In the first issue of the millennium, Time magazine chose Albert Einstein as the Person of the Century.

By Wally DuChateau

In the first issue of the millennium, Time magazine chose Albert Einstein as the Person of the Century. The editors also built a case for politicians and World War II leaders Winston Churchill and President Franklin Roosevelt, but eventually decided the Princeton mathematician was more influential in the long haul.

No doubt about it. Einstein’s revolutionary ideas turned science upside down and ultimately explained everything from e-mail to the nature of the universe.

Of course, his version of Tensor algebra is pretty complex stuff. No more than five or 10 people in the entire world fully understand his algebraic models. Yet, his general ideas are easily reduced to layman’s terms.

Einstein himself offered simple examples of the relativity of time. To an observer, the intimate kiss shared by two lovers lasts less than 15 seconds, but to the lovers it may seem like a minute or more. Then there’s the suggestion that the famous “New York minute” is somehow shorter than a regular minute. And who among us hasn’t fallen asleep for what seems like a few minutes, only to discover an hour has passed?

When we were children, time didn’t really exist at all. We celebrated our birthdays and our physical growth, but somehow we didn’t fully comprehend the passage of time. Each day simply existed. And then another.

It seems to me, time takes on real substance during puberty, when we have plenty of it; that is, we realize we could die in a car wreck any night but, generally speaking, we feel that will happen to the other kid and we’ll live for another 80 years – an “eternity” from now. However, from that point on as we mature into adulthood, we pause occasionally and wonder where time has gone and how quickly it passed.
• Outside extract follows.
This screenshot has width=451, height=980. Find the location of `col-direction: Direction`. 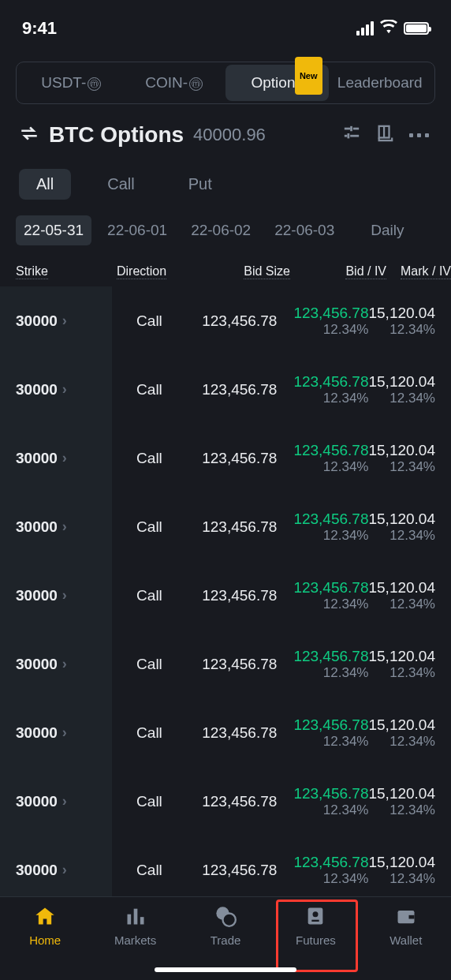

In other words, time appears to be relative to our age.

Well, boys and girls, it was my birthday yesterday. And what a splendid occasion it was.

It produced one of those existential “pauses” I just mentioned. At certain points in my life, I could double my age and still plan to be alive. At age 40 I could imagine being 80 years old. At 50, I could even imagine being 100, though that was probably a stretch.

But I can’t do that any more. Alas, I’m on the downhill grade.

Looking back over my life thus far, I find it’s passed in a split second. Though the immediate present is infinite, in all its wondrous glory, what time I have left will surely be gone in the blink of an eye.

As both Einstein and Willie Nelson so astutely observed, that’s the funny thing about life and time. So it goes.